Gota, JO reject Mangala’s belated allegation
Secretly moving 200 hardcore terrorists out of Sri Lanka
Gotabhaya Rajapaksa
By Shamindra Ferdinando-August 31, 2016, 12:00 pm
Former Defence Secretary Gotabhaya Rajapaksa yesterday said that the government was working overtime to discredit the former Rajapaksa administration which had defeated terrorism against numerous odds.
Gajaba Regiment veteran Rajapaksa said that those who had been demanding Geneva-supervised probe into accountability issues were now accusing him of helping terrorists escape.
The former Defence Secretary was responding to Foreign Minister Mangala Samaraweera’s claim that over 200 LTTE cadres had secretly left the country through his (Rajapaksa’s) intervention during the last week of the Vanni offensive. The UNPer made the allegation at a Foreign Ministry media briefing on Monday evening.
The military brought the war to a successful conclusion on May 19, 2009.
Rajapaksa alleged that the government had made contradictory statements on a number of issues, including matters pertaining to ex-LTTE cadres.
Former Defence Secretary Rajapaksa told The Island that the unprecedented accusation had been made in the wake of the passage of the Office on Missing Persons (Establishment, Administration and Discharge of Functions) Bill recently in Parliament. He said that those desirous of hauling the previous government up before Geneva-supervised judicial mechanism would have been certainly surprised by Minister Samaraweera’s accusation.
The Colombo-based diplomatic community, pro-LTTE Diaspora as well as civil society organisations couldn’t keep silent on the latest accusation, the former Defence Secretary said.
According to him, those who surrendered to the armed forces on the Vanni east front as well as other theatres of operations were rehabilitated and released. He urged the government to reveal everything pertaining to his alleged involvement of over 200 LTTE cadres fleeing the country.
Commenting on outgoing UNSG Ban Ki-moon’s forthcoming visit to Jaffna, the former Defence Secretary said that the military had liberated Jaffna in Dec 1995. The UN wouldn’t have even contemplated its chief undertaking a visit to Jaffna until the previous government liberated Vanni in 2009, the former Defence Secretary said. The UNSG should be told that national reconciliation wouldn’t have been a reality as long as the LTTE retained military capability, the war veteran said. The UNSG couldn’t be unaware of the bid made by the UN in May 1998 to halt child recruitment, the former Defence Secretary said, alleging that had the UN taken tangible measures the LTTE wouldn’t have survived for so long.
Meanwhile, top Joint Opposition spokesperson and Matara District MP Dallas Alahapperuma yesterday called the foreign minister’s accusation a blatant lie.
Addressing the media at Dr N. M. Perera Centre, Alahapperuma alleged that an attempt was made to tarnish the good name of a person who had rendered yeoman service to the nation.
The SLFPer accused Minister Samaraweera of willfully harming the former Defence Secretary’s reputation.
MP Alahapperuma alleged that the government had been engaged in a political project to cover up its failures. With the country in chaos, the Yahapalana rulers had no option but to propagate lies.
The former Defence Secretary said that thousands of terrorists had fled Sri Lanka over the years. Foreign governments had issued them with new identity papers and in some instances passports, the former Defence Secretary alleged. Some of those who had been categorized as missing could have perished while trying to reach Australia in boats, gone underground in various parts of the world or disappeared during the deployment of the Indian Army (July 1987-March 1990). Rajapaksa pointed out that the identity of Rajiv Gandhi’s assassin remained a secret. She, too, could be listed somewhere as a missing person along with 20 other LTTE operatives who had committed suicide during the hunt for the gang responsible for Gandhi assassination, the former Defence Secretary said.
Investigations into disappearances wouldn’t be completed unless an effort was made to establish the fate of those who had made an abortive bid to overthrow the Maldivian administration in early Nov, 1988, the former Defence Secretary said. India intervened to thwart the sea-borne PLOTE raid on Male, he said, recollecting the circumstances under which the Indian Navy intercepted and sank a merchant vessel commandeered by PLOTE cadres fleeing Male.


WHAT YOU HAVE TO DO: Copy out each line of the data below in which "costs" appears.

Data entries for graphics
__________________________________________________

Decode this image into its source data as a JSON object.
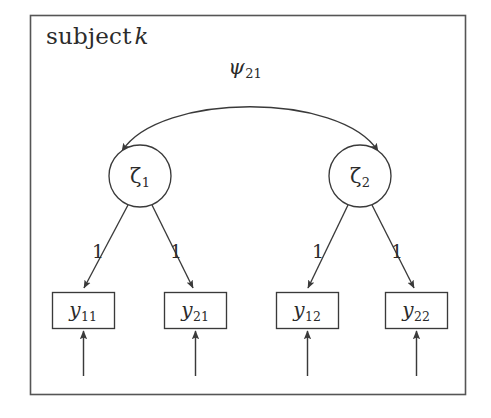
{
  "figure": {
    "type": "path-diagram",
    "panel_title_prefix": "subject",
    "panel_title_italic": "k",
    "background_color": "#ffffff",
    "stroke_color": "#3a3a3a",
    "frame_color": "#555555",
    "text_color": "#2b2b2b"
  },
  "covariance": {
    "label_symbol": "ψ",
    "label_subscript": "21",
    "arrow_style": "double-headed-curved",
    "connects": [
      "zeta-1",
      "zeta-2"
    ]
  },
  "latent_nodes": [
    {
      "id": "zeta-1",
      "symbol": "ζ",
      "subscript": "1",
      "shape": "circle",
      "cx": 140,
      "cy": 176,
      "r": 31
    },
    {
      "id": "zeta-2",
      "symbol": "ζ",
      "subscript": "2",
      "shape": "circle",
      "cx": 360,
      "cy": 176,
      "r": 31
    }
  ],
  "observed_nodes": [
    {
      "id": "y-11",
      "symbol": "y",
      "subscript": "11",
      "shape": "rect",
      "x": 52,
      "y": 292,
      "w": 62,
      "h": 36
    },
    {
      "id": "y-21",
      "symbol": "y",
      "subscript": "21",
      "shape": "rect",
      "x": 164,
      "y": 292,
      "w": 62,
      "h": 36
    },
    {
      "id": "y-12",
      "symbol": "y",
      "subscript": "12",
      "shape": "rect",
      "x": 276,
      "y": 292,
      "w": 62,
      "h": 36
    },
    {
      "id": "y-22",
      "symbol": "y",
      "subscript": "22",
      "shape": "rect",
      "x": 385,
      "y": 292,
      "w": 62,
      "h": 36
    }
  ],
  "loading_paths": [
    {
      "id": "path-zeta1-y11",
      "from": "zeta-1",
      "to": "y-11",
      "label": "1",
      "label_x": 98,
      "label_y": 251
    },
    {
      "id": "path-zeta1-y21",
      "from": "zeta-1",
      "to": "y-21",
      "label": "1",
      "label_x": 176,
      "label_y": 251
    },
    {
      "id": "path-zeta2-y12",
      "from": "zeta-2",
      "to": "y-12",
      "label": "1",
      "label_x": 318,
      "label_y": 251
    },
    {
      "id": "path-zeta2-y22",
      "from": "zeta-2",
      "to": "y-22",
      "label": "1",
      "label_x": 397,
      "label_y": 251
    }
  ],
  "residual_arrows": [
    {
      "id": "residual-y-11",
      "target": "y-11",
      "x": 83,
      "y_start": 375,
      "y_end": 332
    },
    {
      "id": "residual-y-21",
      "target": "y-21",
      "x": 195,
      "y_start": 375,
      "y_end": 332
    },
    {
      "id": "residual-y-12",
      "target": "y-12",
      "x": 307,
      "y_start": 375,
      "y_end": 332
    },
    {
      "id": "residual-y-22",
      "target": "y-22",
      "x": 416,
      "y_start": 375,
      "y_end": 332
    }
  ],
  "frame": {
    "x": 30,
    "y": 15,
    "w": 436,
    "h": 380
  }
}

__________________________________________________

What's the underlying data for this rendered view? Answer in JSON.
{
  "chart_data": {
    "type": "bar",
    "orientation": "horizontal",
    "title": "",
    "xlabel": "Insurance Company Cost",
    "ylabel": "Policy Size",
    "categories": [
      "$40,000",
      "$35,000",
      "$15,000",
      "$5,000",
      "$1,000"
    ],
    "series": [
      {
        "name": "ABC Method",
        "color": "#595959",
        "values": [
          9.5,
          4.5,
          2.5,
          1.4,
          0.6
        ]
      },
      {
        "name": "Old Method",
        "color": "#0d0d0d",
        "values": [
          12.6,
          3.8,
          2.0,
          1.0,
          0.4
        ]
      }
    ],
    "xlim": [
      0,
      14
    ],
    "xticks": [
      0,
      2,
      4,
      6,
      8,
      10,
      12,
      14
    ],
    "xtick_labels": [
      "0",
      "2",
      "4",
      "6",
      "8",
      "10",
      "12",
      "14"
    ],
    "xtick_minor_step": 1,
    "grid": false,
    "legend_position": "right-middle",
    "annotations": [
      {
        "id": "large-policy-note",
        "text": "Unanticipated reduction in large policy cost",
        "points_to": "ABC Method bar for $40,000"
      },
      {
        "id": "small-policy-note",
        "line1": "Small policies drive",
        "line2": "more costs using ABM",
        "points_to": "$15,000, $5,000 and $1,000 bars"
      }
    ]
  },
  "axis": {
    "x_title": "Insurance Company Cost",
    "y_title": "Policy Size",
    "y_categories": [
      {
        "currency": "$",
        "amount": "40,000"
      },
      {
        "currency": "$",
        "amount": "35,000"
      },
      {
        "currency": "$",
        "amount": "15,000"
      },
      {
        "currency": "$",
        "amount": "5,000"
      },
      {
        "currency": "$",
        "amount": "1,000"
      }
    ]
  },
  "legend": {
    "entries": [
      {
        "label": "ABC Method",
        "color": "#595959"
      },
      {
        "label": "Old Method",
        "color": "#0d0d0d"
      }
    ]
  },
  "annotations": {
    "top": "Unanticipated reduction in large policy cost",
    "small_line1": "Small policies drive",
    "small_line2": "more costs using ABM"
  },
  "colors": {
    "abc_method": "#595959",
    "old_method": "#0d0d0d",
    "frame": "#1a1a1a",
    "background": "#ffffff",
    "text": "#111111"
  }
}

__________________________________________________

REPLY TO THE TASK:
        "line2": "more costs using ABM",
    "small_line2": "more costs using ABM"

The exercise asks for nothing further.